Washington DC — In Kremlin, Steve Witkoff and Vladimir Putin smiled for the cameras.
What followed on Wednesday, according to the Kremlin, was a three-hour meeting filled with "constructive" signals on the "Ukrainian question."
"He conveyed some signals," Putin's foreign policy aide Yuri Ushakov told reporters. "And received corresponding ones."
Witkoff, the Trump administration's special envoy, has become the man in the middle of two wars — one in Ukraine, one in Gaza.
After a string of unsuccessful ceasefire talks meant to pause Israel's war in Gaza and a widely questioned aid visit to southern areas of the enclave, Witkoff is now tasked with coaxing Russia into a ceasefire just days before President Donald Trump's deadline for Moscow expires this week.
Trump initially gave Moscow 50 days, then ripped up the clock and moved the deadline forward, warning: end the war or pay the price.
"We're going to see what happens," Trump said on Wednesday. "We'll make that determination at that time."
The US President posted on his Truth Social that Witkoff had a "highly productive" meeting with the Russian President, and "great progress" was made.
Back at the table
The stakes are immense.
"Everyone agrees this war must come to a close, and we will work towards that in the days and weeks to come," Trump added.
Ukrainian President Volodymyr Zelenskyy, for his part, isn't holding his breath.
"For Russia to move toward peace, it must run out of money for the war," Ukraine’s president said ahead of the talks. He welcomed the threat of broader sanctions, including tariffs on countries buying Russian oil, calling them "necessary."
Witkoff's relevance in the Ukraine file comes as Trump grows publicly impatient with Moscow.
"We thought we had (the war) settled numerous times," Trump said last month, "and then President Putin goes out and starts launching rockets into some city like Kyiv [Kiev] and kills a lot of people in a nursing home or whatever."
Since their last meeting in April, Russia has stepped up its assault. The three previous rounds of negotiations in Istanbul provided a rare platform for dialogue, though they ultimately ended without a breakthrough.
Moscow continues to demand the demilitarisation of Ukraine and formal recognition of territories it now holds. Kiev and its Western allies call that a non-starter.
Yet it's Witkoff who's back at the table.
His appointment was seen as unconventional from the start. A billionaire real estate developer with deep ties to Trump, Witkoff had no previous diplomatic track record when he was tapped for the role last year.
His Gaza role was meant to be limited: surgical, a bridge to a ceasefire and a hostage deal.
Breaking ice on Ukraine war
In July, Witkoff joined a round of talks in Doha aimed at ending the Israeli war on Gaza. The US delegation later withdrew, blaming Hamas for not engaging seriously. No agreement was reached.
In Gaza itself, Witkoff's visit to a controversial US-backed, Israeli-run aid distribution point was broadcast widely, but didn't do well in terms of its impact or optics.
Since then, the humanitarian crisis in Gaza has worsened, with starvation growing and the UN warning that a famine looms.
Which raises the question: can the same man who struggled to unlock progress in Gaza now break the ice in Ukraine?
His Russian counterpart, Kirill Dmitriev, greeted him on the tarmac in Moscow. Kremlin footage later showed Witkoff and Putin shaking hands in a palace room with high ceilings.
Beyond the optics, there's ambiguity.
"The meeting was constructive and useful," TASS reported, citing a Kremlin source.
That's not how things look from Kiev.
Overnight from Tuesday to Wednesday, Russia hit a recreational centre in Ukraine's southern Zaporizhzhia region, killing two people and injuring 12, as per regional governor Ivan Fedorov.
Redrawing the battlefield
The challenge for Witkoff is more than negotiating terms. Trump has staked political capital on ending the Ukraine war quickly, even saying he could do it "in one day."
The White House said on Wednesday that the US could slap new sanctions on Russia — and on any nation still buying its oil — depending on how Witkoff's meeting with Putin played out.
As promised, Trump levied a 25 percent additional tariffs on Indian goods over New Delhi's ongoing Russian crude purchases. India has 21 days to sever its energy ties with Moscow or face new punitive tariffs.
Trump has accused India of bankrolling Russia's war in Ukraine by purchasing Russian crude oil at discounted prices, a practice that the Biden administration had permitted.
"I determine that it is necessary and appropriate to impose an additional ad valorem duty on imports of articles of India," Wednesday's order said, "which is directly or indirectly importing Russian Federation oil."
Trump initially cast blame on Zelenskyy for prolonging the war, giving Putin the benefit of the doubt, but his tone has since shifted, with public remarks growing sharply critical of the Russian president.
Trump's latest deadline for Russian to ceasefire runs out in two days.
The White House is now bracing for impact as sweeping secondary sanctions on Russia are expected to take effect on Friday, in what could mark the most aggressive move yet in Trump's push to end the war that could redraw the battlefield far beyond Ukraine.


** ACTIVITY **
Beginning with the line of the entries below that holds "Find the location of a particular element." and ending with the line that holds "Task: Click on", transcribe each line exactly as written. Pictures stay out.

** DATA FOR THIS EXERCISE **
------------------------------------------------------------------------

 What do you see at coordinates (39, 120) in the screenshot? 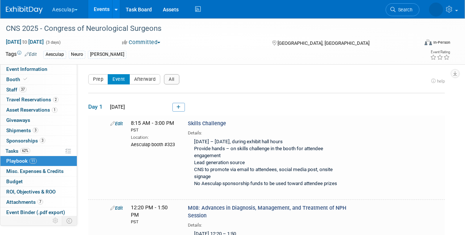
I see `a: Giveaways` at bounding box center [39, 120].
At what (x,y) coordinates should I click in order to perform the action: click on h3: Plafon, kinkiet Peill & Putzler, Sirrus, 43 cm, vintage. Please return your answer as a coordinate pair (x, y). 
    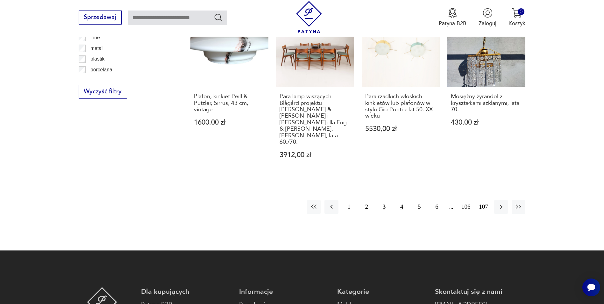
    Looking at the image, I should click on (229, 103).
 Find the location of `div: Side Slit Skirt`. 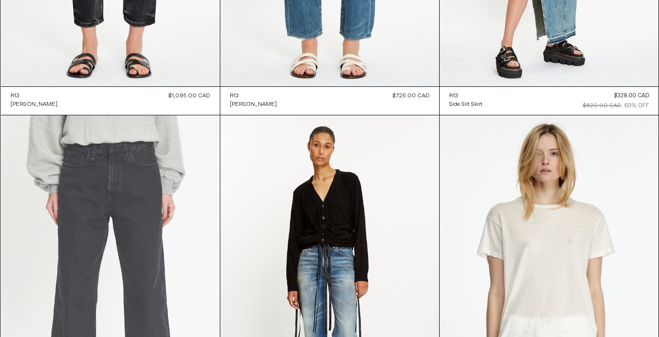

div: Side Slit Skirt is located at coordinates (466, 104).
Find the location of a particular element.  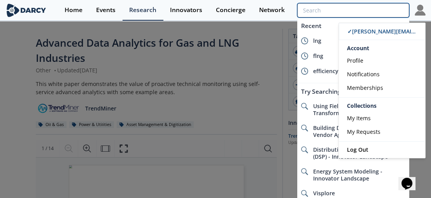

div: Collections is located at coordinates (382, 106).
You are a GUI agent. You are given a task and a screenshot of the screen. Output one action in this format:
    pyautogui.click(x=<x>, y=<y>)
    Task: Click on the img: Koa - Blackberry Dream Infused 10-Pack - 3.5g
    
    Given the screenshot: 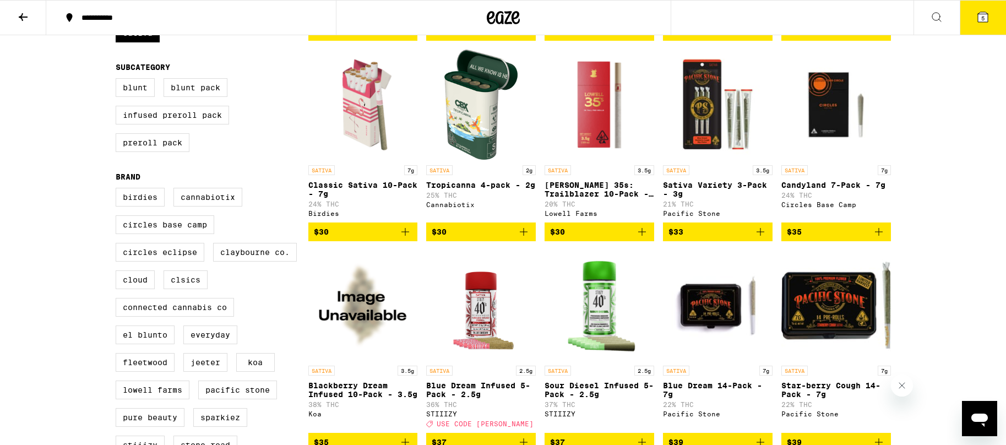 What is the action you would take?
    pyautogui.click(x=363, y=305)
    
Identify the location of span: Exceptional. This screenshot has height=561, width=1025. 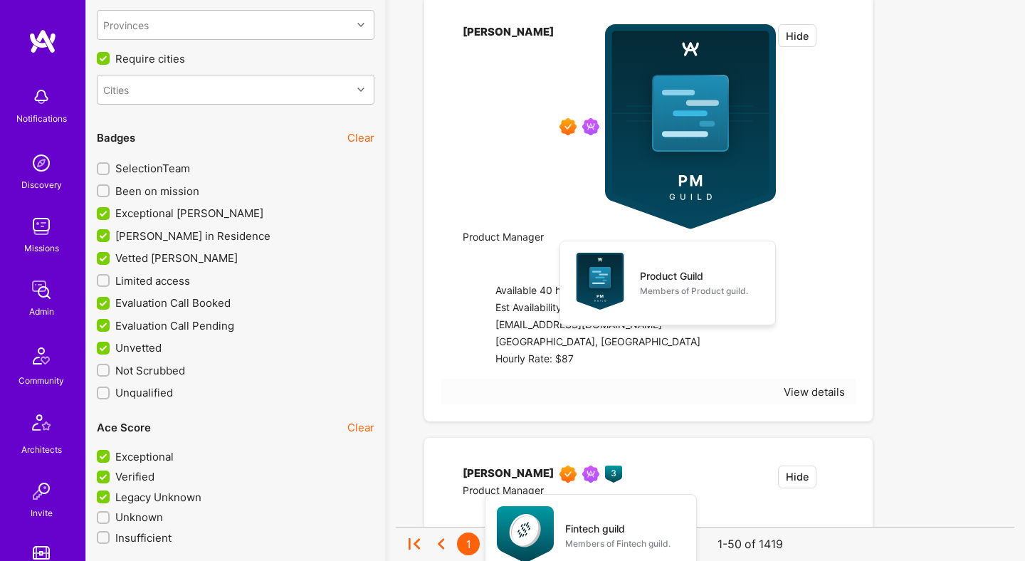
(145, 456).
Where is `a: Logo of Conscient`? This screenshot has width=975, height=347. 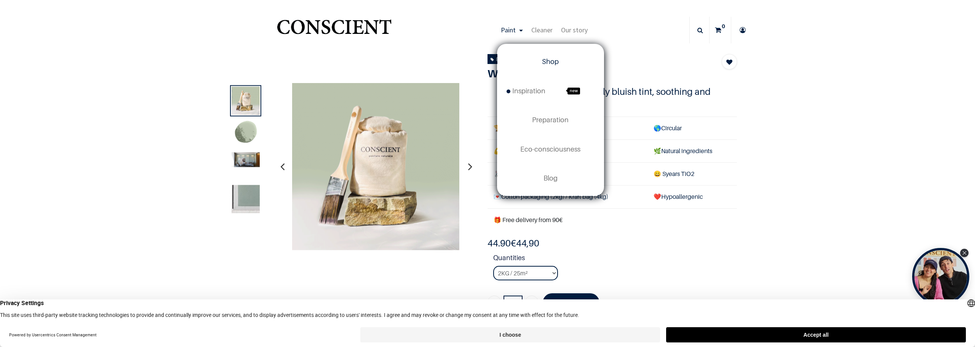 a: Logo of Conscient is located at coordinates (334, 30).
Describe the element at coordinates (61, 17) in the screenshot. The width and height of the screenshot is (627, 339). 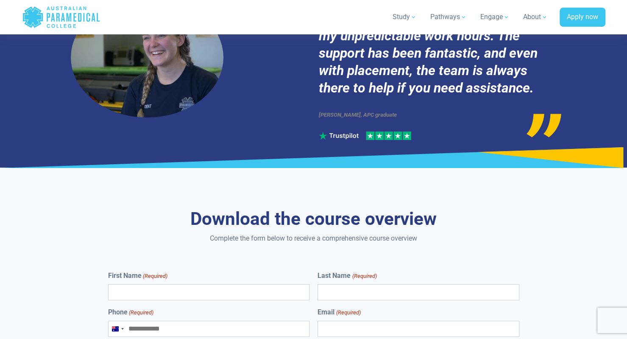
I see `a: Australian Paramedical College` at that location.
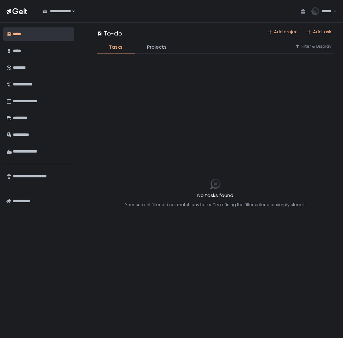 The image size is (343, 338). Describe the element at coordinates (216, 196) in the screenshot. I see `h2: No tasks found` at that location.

------------------------------------------------------------------------

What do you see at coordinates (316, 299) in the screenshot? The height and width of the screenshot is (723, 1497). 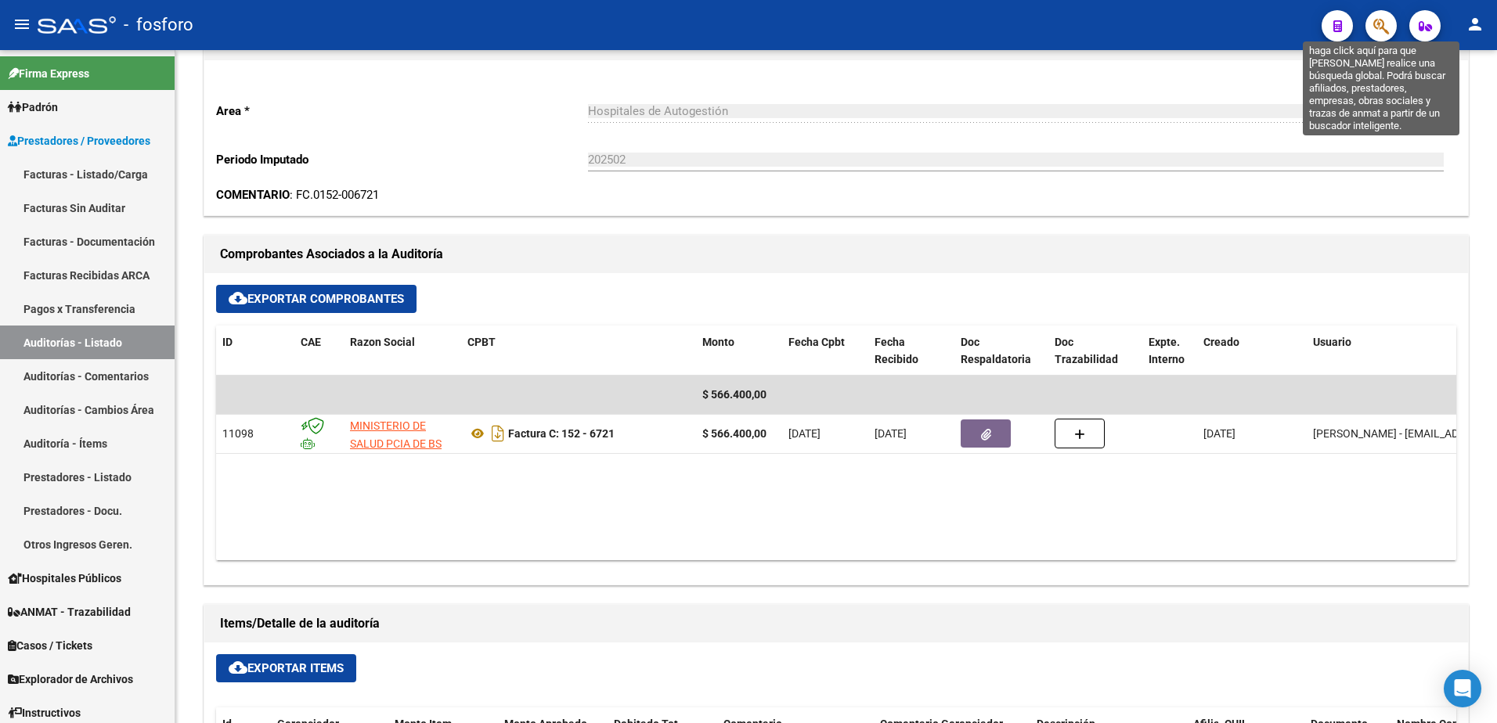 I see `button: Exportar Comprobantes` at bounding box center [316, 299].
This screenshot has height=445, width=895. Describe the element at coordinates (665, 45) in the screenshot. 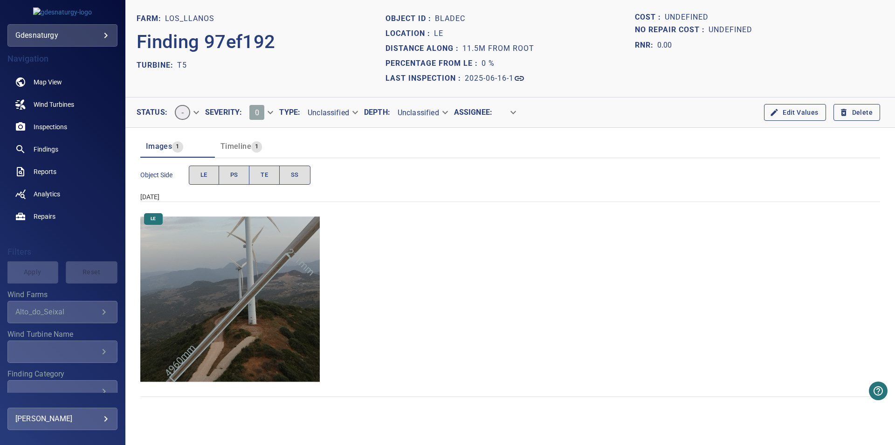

------------------------------------------------------------------------

** ANSWER BOX **
Find the location of a particular element.  

div: Collections is located at coordinates (382, 106).
You are a GUI agent. You are given a task and a screenshot of the screen. Output one action in this format:
    pyautogui.click(x=<x>, y=<y>)
    Task: Click on the img: Koa - Blackberry Dream Infused 10-Pack - 3.5g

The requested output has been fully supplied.